Byron SpiceMonday, March 31, 2014Print this page.
Medrobotics Corp. has announced it will begin limited marketing in Europe of a robot-assisted surgical device that is based on the snake robot research of Howie Choset, Carnegie Mellon University professor of robotics.
The Flex System is a flexible endoscopic system that enables surgeons to access and visualize hard-to-reach anatomical locations. The system thus promises to extend the benefits of minimally invasive surgery – shorter hospital stays and recovery times – to a broader population of patients. The company initially has targeted the system for use in head and neck surgery, operating through the mouth.
Choset developed the surgical snake robot in collaboration with Alon Wolf, then a post-doctoral researcher and now a faculty member at Technion-Israel Institute of Technology, and Dr. Marco Zenati, then a professor of surgery at the University of Pittsburgh School of Medicine, now at Harvard Medical School. Choset, Wolf and Zenati co-founded Medrobotics as a Carnegie Mellon spin-off in 2005.
Today, the company is based in Raynham, Mass and has obtained the CE Marking that enables it to initiate a limited commercial launch of the Flex System in select European markets.
Choset, the company’s acting chief technology officer and a partial owner, said he is gratified that the fruits of his research may soon begin helping patients. But he emphasized that the device never would have reached market without one crucial action on his part: letting go of his technology.
“Commercializing a surgical device is not something that a robotics professor such as myself can accomplish with grants to the university,” Choset said. “It requires a large, long-term investment that only a private company can bring together, as well as specialized medical device expertise. When it comes to making this technology available to patients, the company really did the heavy lifting.”
Choset said Pittsburgh was the ideal starting point for this technology because of the world-class expertise in the Robotics Institute and at Pitt. Likewise, it benefited from the entrepreneurial and marketing support of the Pittsburgh Life Sciences Greenhouse (PLSG), which initially invested in Medrobotics. Choset said he is grateful for their support and vision, most notably from the PLSG’s James Jordan, in carrying this technology from the lab to the market.
Choset is a leading expert on multi-jointed robots that resemble snakes. His research team has developed a series of robots capable of making their way through the rubble of collapsed buildings, climbing poles and crawling through pipes.
For the surgical device, Choset and his research team designed a probe that could bend, but remain rigid. It thus combines the features of a laparoscope – a rigid, straight viewing device often used in minimally invasive surgery – with an endoscope, which is a flexible, non-rigid device for peering inside the body.
Physicians can use a joystick to steer the Flex System around organs or other obstructions. It employs a “follow-the-leader” technique so that as the device is extended into the body, the mechanical linkages that follow behind automatically conform to anatomical curves.
The head of the device features a high-definition video camera. Ports on either side of the camera can accommodate tools for cutting or grasping tissue. Though initially developed and tested for heart procedures, Medrobotics has focused its marketing on head-and-neck surgeries accessed through the mouth.
“The Flex System provides a unique platform to access and visualize surgical targets in difficult to reach locations, such as the oropharynx (the area connecting the mouth to the top of the throat) and endolarnyx (within the larynx),” said Dr. Marshall Strome, chairman emeritus of the Cleveland Clinic Head and Neck Institute and a Medrobotics medical adviser.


_Work request_
Here are some entries. Repeat all of them exactly.

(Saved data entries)
□ □ □ □ □ □ □

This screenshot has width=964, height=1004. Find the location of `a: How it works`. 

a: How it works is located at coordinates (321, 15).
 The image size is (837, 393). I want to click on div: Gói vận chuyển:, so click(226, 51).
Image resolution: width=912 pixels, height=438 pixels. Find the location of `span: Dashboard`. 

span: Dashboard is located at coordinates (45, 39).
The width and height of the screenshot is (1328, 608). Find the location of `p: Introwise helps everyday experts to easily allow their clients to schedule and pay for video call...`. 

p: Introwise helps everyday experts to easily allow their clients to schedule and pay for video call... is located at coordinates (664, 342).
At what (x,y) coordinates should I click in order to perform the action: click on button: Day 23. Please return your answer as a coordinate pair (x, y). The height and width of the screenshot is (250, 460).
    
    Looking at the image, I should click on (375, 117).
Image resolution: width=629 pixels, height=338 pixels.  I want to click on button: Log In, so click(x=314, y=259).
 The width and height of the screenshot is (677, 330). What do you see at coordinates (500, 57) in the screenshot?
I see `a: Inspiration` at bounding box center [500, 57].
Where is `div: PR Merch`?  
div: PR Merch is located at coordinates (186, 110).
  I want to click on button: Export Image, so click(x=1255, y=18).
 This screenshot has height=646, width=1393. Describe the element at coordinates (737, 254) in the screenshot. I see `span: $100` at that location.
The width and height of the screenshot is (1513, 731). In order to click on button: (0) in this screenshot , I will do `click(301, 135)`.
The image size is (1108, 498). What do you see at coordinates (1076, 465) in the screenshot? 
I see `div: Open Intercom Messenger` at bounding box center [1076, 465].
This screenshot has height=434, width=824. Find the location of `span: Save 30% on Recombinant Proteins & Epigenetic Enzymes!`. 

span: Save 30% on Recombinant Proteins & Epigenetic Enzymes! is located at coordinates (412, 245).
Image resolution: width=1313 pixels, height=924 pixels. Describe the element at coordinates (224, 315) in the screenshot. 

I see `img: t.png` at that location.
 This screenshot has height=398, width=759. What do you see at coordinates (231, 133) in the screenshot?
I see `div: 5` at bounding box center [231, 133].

□ □ □ □ □ □ □

_Exercise output_
This screenshot has width=964, height=1004. Find the location of `a: How it works`. 

a: How it works is located at coordinates (321, 15).
 The image size is (837, 393). I want to click on div: Gói vận chuyển:, so click(226, 51).
Image resolution: width=912 pixels, height=438 pixels. Find the location of `span: Dashboard`. 

span: Dashboard is located at coordinates (45, 39).
The width and height of the screenshot is (1328, 608). Find the location of `p: Introwise helps everyday experts to easily allow their clients to schedule and pay for video call...`. 

p: Introwise helps everyday experts to easily allow their clients to schedule and pay for video call... is located at coordinates (664, 342).
At what (x,y) coordinates should I click in order to perform the action: click on button: Day 23. Please return your answer as a coordinate pair (x, y). The height and width of the screenshot is (250, 460).
    
    Looking at the image, I should click on (375, 117).
Image resolution: width=629 pixels, height=338 pixels.  I want to click on button: Log In, so click(x=314, y=259).
 The width and height of the screenshot is (677, 330). What do you see at coordinates (500, 57) in the screenshot?
I see `a: Inspiration` at bounding box center [500, 57].
Where is `div: PR Merch`?  
div: PR Merch is located at coordinates (186, 110).
  I want to click on button: Export Image, so click(x=1255, y=18).
 This screenshot has height=646, width=1393. Describe the element at coordinates (737, 254) in the screenshot. I see `span: $100` at that location.
The width and height of the screenshot is (1513, 731). In order to click on button: (0) in this screenshot , I will do `click(301, 135)`.
The image size is (1108, 498). What do you see at coordinates (1076, 465) in the screenshot? 
I see `div: Open Intercom Messenger` at bounding box center [1076, 465].
This screenshot has height=434, width=824. Find the location of `span: Save 30% on Recombinant Proteins & Epigenetic Enzymes!`. 

span: Save 30% on Recombinant Proteins & Epigenetic Enzymes! is located at coordinates (412, 245).
Image resolution: width=1313 pixels, height=924 pixels. Describe the element at coordinates (224, 315) in the screenshot. 

I see `img: t.png` at that location.
 This screenshot has height=398, width=759. What do you see at coordinates (231, 133) in the screenshot?
I see `div: 5` at bounding box center [231, 133].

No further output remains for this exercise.